Source:
https://scmp.com/article/466513/tycoons-jail-death-sparks-outcry

Tycoon's jail death sparks outcry

One of Chongqing's best- known businessmen has died in controversial circumstances while serving a 10-year prison sentence.

The death of Wu Daiyou, 51, on Wednesday has left his family bitter and angry, and has raised questions about the treatment of leaders of the private sector.

Wu, the chief executive of Chongqing Huiyou Industrial Company, was formerly a member of the city's Municipal People's Congress and a vice-chairman of the city's Industrial and Commercial Association, which represents the private sector.

Wu was one of the first generation of mainland millionaires. Like many of them, he was poorly educated - a graduate of primary school - and started life trading on the street, as a fishmonger.

Going into business at a time when most people regarded it as politically too dangerous, Wu's Huiyou company became one of the 50 biggest private firms in Chongqing. At its peak, the company had assets of one billion yuan including a lakeside resort near the city centre. It had interests in real estate, trade, construction and porcelain materials and soft-drink production.

Wu's death has raised questions about how the prison system treated a prominent entrepreneur and about how he was unable to access the money needed to keep his company afloat. He was sentenced to 10 years and fined 350,000 yuan, after illegally raising 66 million yuan from the public with the offer of high interest rates.

'Such borrowing was widespread in Chongqing at that time and the government turned a blind eye,' said one Chongqing businessman who knew Wu. 'Then the government suddenly changed its policy.'

Wu was pronounced dead at 4.50am on Wednesday by a hospital in Changshou, Chongqing, of complications arising from pulmonary tuberculosis. The prison had sent him there at 10.30pm.

His family is enraged by his treatment and said they were informed of his critical condition too late. When they reached the hospital, they found the crematorium van at the door about to remove his body, but succeeded in preventing it from leaving.

On Thursday afternoon, following a court order, five specialists conducted a two-hour examination of Wu's internal organs. They will announce their judgment in a month. They found no evidence of external wounds.

The family is also suspicious about the way he was treated in the prison and why it did not transfer him immediately to hospital after the TB diagnosis on July 27. They ask why he was left for two hours in an ambulance before being admitted to the hospital and why he was not put in intensive care.

Wu's business failure was a result of an over-rapid expansion and a fall-off in visitors to his resort. In prison, he was in charge of managing the institution's library.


[Your assignment]: Give every entry below again, exactly as written, and skip the images.

[Information]:
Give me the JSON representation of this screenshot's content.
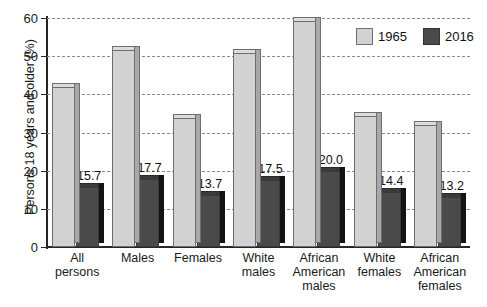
{
  "chart_data": {
    "type": "bar",
    "title": "",
    "xlabel": "",
    "ylabel": "Persons 18 years and older (%)",
    "ylim": [
      0,
      60
    ],
    "yticks": [
      0,
      10,
      20,
      30,
      40,
      50,
      60
    ],
    "grid": true,
    "legend_position": "top-right",
    "categories": [
      "All persons",
      "Males",
      "Females",
      "White males",
      "African American males",
      "White females",
      "African American females"
    ],
    "category_lines": [
      [
        "All",
        "persons"
      ],
      [
        "Males"
      ],
      [
        "Females"
      ],
      [
        "White",
        "males"
      ],
      [
        "African",
        "American",
        "males"
      ],
      [
        "White",
        "females"
      ],
      [
        "African",
        "American",
        "females"
      ]
    ],
    "series": [
      {
        "name": "1965",
        "color": "#d2d2d2",
        "values": [
          42.0,
          51.6,
          33.9,
          50.8,
          59.2,
          34.2,
          32.0
        ],
        "labels": [
          "",
          "",
          "",
          "",
          "",
          "",
          ""
        ]
      },
      {
        "name": "2016",
        "color": "#4a4a4a",
        "values": [
          15.7,
          17.7,
          13.7,
          17.5,
          20.0,
          14.4,
          13.2
        ],
        "labels": [
          "15.7",
          "17.7",
          "13.7",
          "17.5",
          "20.0",
          "14.4",
          "13.2"
        ]
      }
    ]
  },
  "legend": {
    "items": [
      {
        "label": "1965"
      },
      {
        "label": "2016"
      }
    ]
  }
}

[Answer to the problem]:
Give me the JSON representation of this screenshot's content.
{
  "chart_data": {
    "type": "bar",
    "title": "",
    "xlabel": "",
    "ylabel": "Persons 18 years and older (%)",
    "ylim": [
      0,
      60
    ],
    "yticks": [
      0,
      10,
      20,
      30,
      40,
      50,
      60
    ],
    "grid": true,
    "legend_position": "top-right",
    "categories": [
      "All persons",
      "Males",
      "Females",
      "White males",
      "African American males",
      "White females",
      "African American females"
    ],
    "category_lines": [
      [
        "All",
        "persons"
      ],
      [
        "Males"
      ],
      [
        "Females"
      ],
      [
        "White",
        "males"
      ],
      [
        "African",
        "American",
        "males"
      ],
      [
        "White",
        "females"
      ],
      [
        "African",
        "American",
        "females"
      ]
    ],
    "series": [
      {
        "name": "1965",
        "color": "#d2d2d2",
        "values": [
          42.0,
          51.6,
          33.9,
          50.8,
          59.2,
          34.2,
          32.0
        ],
        "labels": [
          "",
          "",
          "",
          "",
          "",
          "",
          ""
        ]
      },
      {
        "name": "2016",
        "color": "#4a4a4a",
        "values": [
          15.7,
          17.7,
          13.7,
          17.5,
          20.0,
          14.4,
          13.2
        ],
        "labels": [
          "15.7",
          "17.7",
          "13.7",
          "17.5",
          "20.0",
          "14.4",
          "13.2"
        ]
      }
    ]
  },
  "legend": {
    "items": [
      {
        "label": "1965"
      },
      {
        "label": "2016"
      }
    ]
  }
}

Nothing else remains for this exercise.